Blanas frequently dismissed the idea, saying that an election every four years is all the oversight the public needs.
Today, McGinness is reportedly negotiating what form an oversight body might take with the Sacramento County Deputy Sheriffs’ Association.
Daniels says there’s nothing to negotiate. “It’s a crock. You don’t need permission from the union.” Daniels said he supports an oversight body similar to the one in Los Angeles County that was initiated by the L.A. sheriff. “There, six people have keys to the jail system. They can come and go as they please.”
Daniels said he also would take a close look at how the jail is staffed. “You can’t look at those tapes and not see that something is seriously wrong,” Daniels said, adding that he’s concerned that shifts in the jail booking area are too long and too frequent. “You just get sour; you forget how to treat human beings after a while.” He also has supported taking the jail out of the control of the sheriff’s department altogether.
Even with the problems plaguing the Blanas administration, his handpicked successor, McGinness, is still far and away the establishment candidate. He boasts the endorsements of several area legislators and county supervisors and has taken in more than $230,000—much of it from big real-estate developers, like Angelo Tsakopoulos and Christo Bardis, who supported Blanas during his time in office.
What Daniels does have in his corner are a few passionate groups who have been loudly calling for reform of the department and are hoping Daniels can shake things up.
Efren Gutierrez is among Daniels’ supporters. Gutierrez is director of the Sacramento Chicano Consortium. Earlier this year, he resigned in frustration from Blanas’ Citizen Advisory Board (CAB). Gutierrez said he was not aware at the time that the CAB’s director, Clyde Raintree, was receiving $75,000 a year as a paid consultant. When allegations of brutality inside the jail broke open, and when Gutierrez felt his own suggestions for dealing with mentally ill suspects were being ignored, he quit. “It was a total farce, a front for the sheriff,” and not truly intended to influence the sheriff’s policy, Gutierrez said.
The local chapter of the National Association for the Advancement of Colored People also has been demanding reform of jail operations. The organization doesn’t endorse political candidates, but chapter President Betty Williams said she’s frustrated that the race isn’t getting more attention among communities of color.
“I am going to let my community know that there are two people on that ballot. They already know what one of them is about.
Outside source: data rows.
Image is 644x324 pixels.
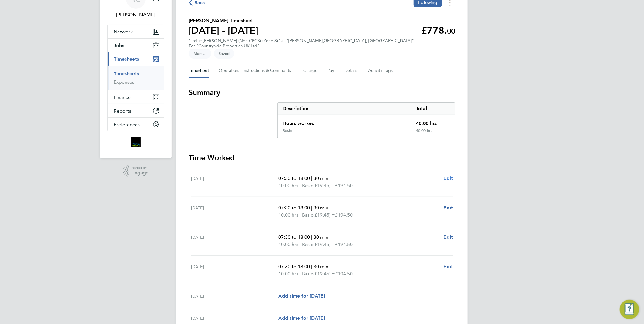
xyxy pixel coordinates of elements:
div: [DATE] [191,292,278,300]
h2: [PERSON_NAME] Timesheet [189,17,259,24]
span: (£19.45) = [313,183,335,188]
span: 30 min [313,264,329,269]
h1: [DATE] - [DATE] [189,24,259,36]
span: 00 [447,27,455,36]
span: 30 min [313,234,329,240]
img: bromak-logo-retina.png [131,137,141,147]
a: Go to home page [107,137,165,147]
button: Preferences [108,118,164,131]
span: Edit [444,175,453,181]
span: £194.50 [335,183,353,188]
span: (£19.45) = [313,241,335,247]
span: Powered by [132,166,148,171]
h3: Time Worked [189,153,455,163]
a: Edit [444,175,453,182]
button: Charge [303,63,318,78]
a: Edit [444,263,453,270]
span: Edit [444,205,453,210]
span: £194.50 [335,241,353,247]
span: 10.00 hrs [278,271,298,277]
span: £194.50 [335,271,353,277]
a: Add time for [DATE] [278,314,325,322]
a: Powered byEngage [123,166,149,177]
span: | [311,175,312,181]
div: "Traffic [PERSON_NAME] (Non CPCS) (Zone 3)" at "[PERSON_NAME][GEOGRAPHIC_DATA], [GEOGRAPHIC_DATA]" [189,38,414,48]
span: | [311,234,312,240]
button: Timesheet [189,63,209,78]
span: Basic [302,182,313,189]
button: Pay [328,63,335,78]
button: Engage Resource Center [620,300,639,319]
span: Basic [302,270,313,278]
span: Add time for [DATE] [278,293,325,299]
div: [DATE] [191,314,278,322]
button: Timesheets [108,52,164,65]
span: Edit [444,234,453,240]
span: 10.00 hrs [278,212,298,218]
div: 40.00 hrs [411,128,455,138]
span: | [311,205,312,210]
span: 10.00 hrs [278,241,298,247]
span: This timesheet was manually created. [189,48,211,58]
div: [DATE] [191,204,278,219]
button: Reports [108,104,164,117]
button: Details [345,63,359,78]
div: Hours worked [278,115,411,128]
span: | [311,264,312,269]
h3: Summary [189,88,455,98]
div: Total [411,103,455,115]
span: Engage [132,171,148,176]
button: Operational Instructions & Comments [219,63,294,78]
span: This timesheet is Saved. [214,48,234,58]
div: Timesheets [108,65,164,90]
span: (£19.45) = [313,271,335,277]
span: Edit [444,264,453,269]
span: 07:30 to 18:00 [278,205,310,210]
div: [DATE] [191,233,278,248]
button: Network [108,25,164,38]
span: Network [114,29,133,35]
button: Jobs [108,39,164,52]
span: 07:30 to 18:00 [278,234,310,240]
span: Timesheets [114,56,139,62]
span: Robyn Clarke [107,11,165,19]
span: 30 min [313,205,329,210]
span: Preferences [114,122,140,127]
span: Basic [302,211,313,219]
span: 30 min [313,175,329,181]
span: £194.50 [335,212,353,218]
div: Description [278,103,411,115]
a: Expenses [114,79,134,85]
span: | [300,271,301,277]
span: (£19.45) = [313,212,335,218]
span: Finance [114,94,131,100]
span: 10.00 hrs [278,183,298,188]
span: Jobs [114,42,124,48]
div: For "Countryside Properties UK Ltd" [189,43,414,48]
span: | [300,183,301,188]
div: [DATE] [191,263,278,278]
a: Edit [444,204,453,211]
span: 07:30 to 18:00 [278,175,310,181]
app-decimal: £778. [421,25,455,36]
span: Basic [302,241,313,248]
span: Add time for [DATE] [278,315,325,321]
a: Add time for [DATE] [278,292,325,300]
span: Reports [114,108,131,114]
button: Finance [108,91,164,104]
div: [DATE] [191,175,278,189]
span: 07:30 to 18:00 [278,264,310,269]
button: Activity Logs [368,63,393,78]
div: 40.00 hrs [411,115,455,128]
a: Timesheets [114,70,139,76]
div: Basic [283,128,292,133]
span: | [300,212,301,218]
a: Edit [444,233,453,241]
span: | [300,241,301,247]
div: Summary [278,102,455,138]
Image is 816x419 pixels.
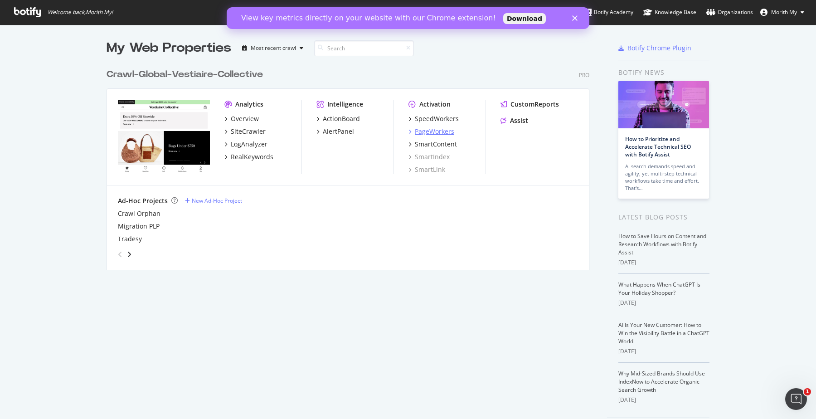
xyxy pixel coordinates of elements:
a: ActionBoard [316,114,360,123]
div: Assist [510,116,528,125]
a: SmartContent [408,140,457,149]
img: How to Prioritize and Accelerate Technical SEO with Botify Assist [618,81,709,128]
div: ActionBoard [323,114,360,123]
div: SpeedWorkers [415,114,459,123]
a: How to Prioritize and Accelerate Technical SEO with Botify Assist [625,135,691,158]
div: New Ad-Hoc Project [192,197,242,204]
a: Botify Chrome Plugin [618,44,691,53]
a: RealKeywords [224,152,273,161]
a: Why Mid-Sized Brands Should Use IndexNow to Accelerate Organic Search Growth [618,369,705,393]
button: Most recent crawl [238,41,307,55]
div: grid [107,57,596,270]
a: SmartLink [408,165,445,174]
a: How to Save Hours on Content and Research Workflows with Botify Assist [618,232,706,256]
span: Morith My [771,8,797,16]
a: AlertPanel [316,127,354,136]
div: angle-left [114,247,126,262]
div: [DATE] [618,347,709,355]
iframe: Intercom live chat [785,388,807,410]
div: Botify Academy [585,8,633,17]
a: Assist [500,116,528,125]
div: Most recent crawl [251,45,296,51]
div: Analytics [235,100,263,109]
a: AI Is Your New Customer: How to Win the Visibility Battle in a ChatGPT World [618,321,709,345]
div: SiteCrawler [231,127,266,136]
div: My Web Properties [107,39,231,57]
a: What Happens When ChatGPT Is Your Holiday Shopper? [618,281,700,296]
span: Welcome back, Morith My ! [48,9,113,16]
div: Fermer [345,8,354,14]
div: Pro [579,71,589,79]
a: CustomReports [500,100,559,109]
a: Migration PLP [118,222,160,231]
a: Crawl-Global-Vestiaire-Collective [107,68,267,81]
div: Crawl-Global-Vestiaire-Collective [107,68,263,81]
div: Activation [419,100,451,109]
span: 1 [804,388,811,395]
div: RealKeywords [231,152,273,161]
div: SmartContent [415,140,457,149]
a: Crawl Orphan [118,209,160,218]
a: SpeedWorkers [408,114,459,123]
div: Intelligence [327,100,363,109]
div: Knowledge Base [643,8,696,17]
div: PageWorkers [415,127,454,136]
a: SmartIndex [408,152,450,161]
div: angle-right [126,250,132,259]
div: [DATE] [618,396,709,404]
div: Botify news [618,68,709,78]
div: LogAnalyzer [231,140,267,149]
div: Latest Blog Posts [618,212,709,222]
a: SiteCrawler [224,127,266,136]
a: Tradesy [118,234,142,243]
div: Overview [231,114,259,123]
div: AI search demands speed and agility, yet multi-step technical workflows take time and effort. Tha... [625,163,702,192]
div: Organizations [706,8,753,17]
div: Ad-Hoc Projects [118,196,168,205]
a: LogAnalyzer [224,140,267,149]
a: PageWorkers [408,127,454,136]
img: vestiairecollective.com [118,100,210,173]
div: CustomReports [510,100,559,109]
div: [DATE] [618,299,709,307]
div: AlertPanel [323,127,354,136]
button: Morith My [753,5,811,19]
div: Botify Chrome Plugin [627,44,691,53]
a: Overview [224,114,259,123]
div: [DATE] [618,258,709,267]
iframe: Intercom live chat bannière [227,7,589,29]
input: Search [314,40,414,56]
a: New Ad-Hoc Project [185,197,242,204]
But I don’t think they know enough about the other.”
As a sheriff’s deputy, Daniels ran against Blanas in 1998. But in 2000, Blanas fired him, for allegedly using a police computer to look up a personal acquaintance while on vacation in Arizona. Daniels fought the charges and eventually was cleared of the accusation by the county civil-service commission.
But his termination stuck because the department determined that he had lied to internal-affairs investigators about the incident. “They asked me all these minor, really picayune questions. I was never asked a question where I said yes when the answer was no,” Daniels said. “They just threw as much as they could against the wall, to see what would stick.” Daniels appealed the firing, but the Superior Court sided with the sheriff’s department. “And a 20-year career went down the drain,” Daniels said.
Daniels jumped back into the sheriff’s race in 2002, and Blanas defeated him easily. Daniels was more successful getting elected as a city-council member and mayor in Citrus Heights, where he served until 2005. He’s been working for the Transportation Security Administration at the Sacramento International Airport since then.
The firing has been something of an albatross for Daniels. But it doesn’t faze his supporters. “Daniels had the guts to step up. So we’re going to roll up our sleeves and see what we can do for the man,” said Gutierrez. McGinness might have overwhelming advantage, he said, “but let’s at least give him a scare.”